EYESHENZHEN  /   Investors  /   Entrepreneurs

Online payment platform firm aiming to break ‘payment wall’

Writer: Wang Jingli  |  Editor: Holly Wang  |  From: Shenzhen Daily  |  Updated: 2019-08-05

Despite the dominance of two major platforms in the sector, namely Wechat Payment by Tencent and Alipay by Alibaba, new player Paymentwall is carving out its own share of the online payment service market.

Honor Gunday

Honor Gunday, CEO of global online payment platform company Paymentwall, saw great potential in helping Chinese enterprises go global and foreign companies enter the Chinese market by offering them online payment solutions.

The sale of physical products sold online in China last year has reached 6.9 trillion yuan (US$1 trillion), nearly two times more than U.S. online sales volume for last year of 3.6 trillion yuan. China has now become the biggest player in the global e-commerce market, according to data released from China and the U.S. ministry of commerce.

“Around 20 percent of our business is in China,” Gunday told the Shenzhen Daily.

Gunday started his business in Beijing in 2011 and established a Shenzhen office at the beginning of this year.

“Actually, our business in Beijing is more specialized in a certain industry. We focused on the cooperation with game companies when we started our business in China. Now, we see more potential for e-commerce and we understand that many physical products are produced in the Pearl River Delta area. So we came to Shenzhen, and launched our sister brand FasterPay, which can provide fast and secure cross-border payment solutions to e-commerce merchants, hoping to help more manufacturers in the area sell their products directly to foreign markets on the Internet,” Gunday said.

Gunday visited many manufacturers across Guangdong Province. The growing exportation of these physical products led Gunday to believe that they can reach more Chinese customers by helping them settle in foreign countries.

In regards to Shenzhen, Gunday thinks highly of the city’s present as well as its future.

“I remembered when I first visited the place in 2010 or 2011 as a guest to Tencent. The Tencent office at that time was the only skyscraper in the surrounding area. But now it has all been occupied with tall buildings,” said Gunday, adding that the city is also building infrastructures that can serve its future development.

Shenzhen is also an open area and might be more attractive to foreigners compared to Beijing as it is very close to Hong Kong, according to Gunday.

Having 18 offices around the world, Paymentwall’s company culture is a diversified one. Paymentwall staff are from all over the world. Gunday himself is fascinated by different cultures and can speak fluent English, French, Spanish and Turkish.

Just like how language learning can help reduce cultural estrangement, Paymentwall acts as a “multilingual player” in clients’ native business field to help them break payment barriers and achieve bigger market share in the global playing field.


Below is a listing; copy all of it exactly.

** Input data follows **

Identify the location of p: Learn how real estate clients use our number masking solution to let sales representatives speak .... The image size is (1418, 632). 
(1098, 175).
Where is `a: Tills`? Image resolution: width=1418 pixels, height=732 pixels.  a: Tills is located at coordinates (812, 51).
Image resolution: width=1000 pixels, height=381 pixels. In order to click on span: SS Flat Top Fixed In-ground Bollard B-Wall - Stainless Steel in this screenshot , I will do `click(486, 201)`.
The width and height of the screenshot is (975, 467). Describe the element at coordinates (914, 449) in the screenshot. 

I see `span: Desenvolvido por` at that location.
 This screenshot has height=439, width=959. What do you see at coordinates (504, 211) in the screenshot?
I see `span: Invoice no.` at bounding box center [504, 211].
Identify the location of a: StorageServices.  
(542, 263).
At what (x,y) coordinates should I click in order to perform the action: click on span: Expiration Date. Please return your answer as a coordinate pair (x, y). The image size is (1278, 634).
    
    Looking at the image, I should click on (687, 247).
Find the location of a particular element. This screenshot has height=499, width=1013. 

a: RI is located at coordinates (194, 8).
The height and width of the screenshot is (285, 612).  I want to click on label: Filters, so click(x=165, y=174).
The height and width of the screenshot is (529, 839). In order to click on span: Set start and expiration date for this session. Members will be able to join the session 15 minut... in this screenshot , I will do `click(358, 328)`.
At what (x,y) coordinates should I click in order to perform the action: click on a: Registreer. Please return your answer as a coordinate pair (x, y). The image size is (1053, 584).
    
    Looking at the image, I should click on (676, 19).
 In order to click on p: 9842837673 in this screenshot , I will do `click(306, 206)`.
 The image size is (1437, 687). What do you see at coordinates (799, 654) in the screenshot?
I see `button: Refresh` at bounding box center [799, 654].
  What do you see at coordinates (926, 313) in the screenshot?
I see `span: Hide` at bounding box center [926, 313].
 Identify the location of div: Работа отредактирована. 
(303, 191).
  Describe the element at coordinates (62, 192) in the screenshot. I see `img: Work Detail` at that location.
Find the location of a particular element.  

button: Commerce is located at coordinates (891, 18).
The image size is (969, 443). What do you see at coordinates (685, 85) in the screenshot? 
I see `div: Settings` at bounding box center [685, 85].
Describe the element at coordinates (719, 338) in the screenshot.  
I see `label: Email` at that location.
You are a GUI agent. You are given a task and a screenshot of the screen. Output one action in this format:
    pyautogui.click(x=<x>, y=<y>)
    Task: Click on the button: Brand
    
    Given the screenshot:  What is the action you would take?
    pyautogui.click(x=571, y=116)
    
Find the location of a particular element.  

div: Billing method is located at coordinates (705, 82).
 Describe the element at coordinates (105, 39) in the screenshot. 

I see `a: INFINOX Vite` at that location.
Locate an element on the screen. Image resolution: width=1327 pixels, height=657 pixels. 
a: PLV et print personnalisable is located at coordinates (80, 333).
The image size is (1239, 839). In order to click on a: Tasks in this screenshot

** End of Input data **

Task response:
Identify the location of p: Learn how real estate clients use our number masking solution to let sales representatives speak .... The image size is (1418, 632). 
(1098, 175).
Where is `a: Tills`? Image resolution: width=1418 pixels, height=732 pixels.  a: Tills is located at coordinates (812, 51).
Image resolution: width=1000 pixels, height=381 pixels. In order to click on span: SS Flat Top Fixed In-ground Bollard B-Wall - Stainless Steel in this screenshot , I will do `click(486, 201)`.
The width and height of the screenshot is (975, 467). Describe the element at coordinates (914, 449) in the screenshot. 

I see `span: Desenvolvido por` at that location.
 This screenshot has height=439, width=959. What do you see at coordinates (504, 211) in the screenshot?
I see `span: Invoice no.` at bounding box center [504, 211].
Identify the location of a: StorageServices.  
(542, 263).
At what (x,y) coordinates should I click in order to perform the action: click on span: Expiration Date. Please return your answer as a coordinate pair (x, y). The image size is (1278, 634).
    
    Looking at the image, I should click on (687, 247).
Find the location of a particular element. This screenshot has height=499, width=1013. 

a: RI is located at coordinates (194, 8).
The height and width of the screenshot is (285, 612).  I want to click on label: Filters, so click(x=165, y=174).
The height and width of the screenshot is (529, 839). In order to click on span: Set start and expiration date for this session. Members will be able to join the session 15 minut... in this screenshot , I will do `click(358, 328)`.
At what (x,y) coordinates should I click in order to perform the action: click on a: Registreer. Please return your answer as a coordinate pair (x, y). The image size is (1053, 584).
    
    Looking at the image, I should click on (676, 19).
 In order to click on p: 9842837673 in this screenshot , I will do `click(306, 206)`.
 The image size is (1437, 687). What do you see at coordinates (799, 654) in the screenshot?
I see `button: Refresh` at bounding box center [799, 654].
  What do you see at coordinates (926, 313) in the screenshot?
I see `span: Hide` at bounding box center [926, 313].
 Identify the location of div: Работа отредактирована. 
(303, 191).
  Describe the element at coordinates (62, 192) in the screenshot. I see `img: Work Detail` at that location.
Find the location of a particular element.  

button: Commerce is located at coordinates (891, 18).
The image size is (969, 443). What do you see at coordinates (685, 85) in the screenshot? 
I see `div: Settings` at bounding box center [685, 85].
Describe the element at coordinates (719, 338) in the screenshot.  
I see `label: Email` at that location.
You are a GUI agent. You are given a task and a screenshot of the screen. Output one action in this format:
    pyautogui.click(x=<x>, y=<y>)
    Task: Click on the button: Brand
    
    Given the screenshot:  What is the action you would take?
    pyautogui.click(x=571, y=116)
    
Find the location of a particular element.  

div: Billing method is located at coordinates (705, 82).
 Describe the element at coordinates (105, 39) in the screenshot. 

I see `a: INFINOX Vite` at that location.
Locate an element on the screen. Image resolution: width=1327 pixels, height=657 pixels. 
a: PLV et print personnalisable is located at coordinates (80, 333).
The image size is (1239, 839). In order to click on a: Tasks in this screenshot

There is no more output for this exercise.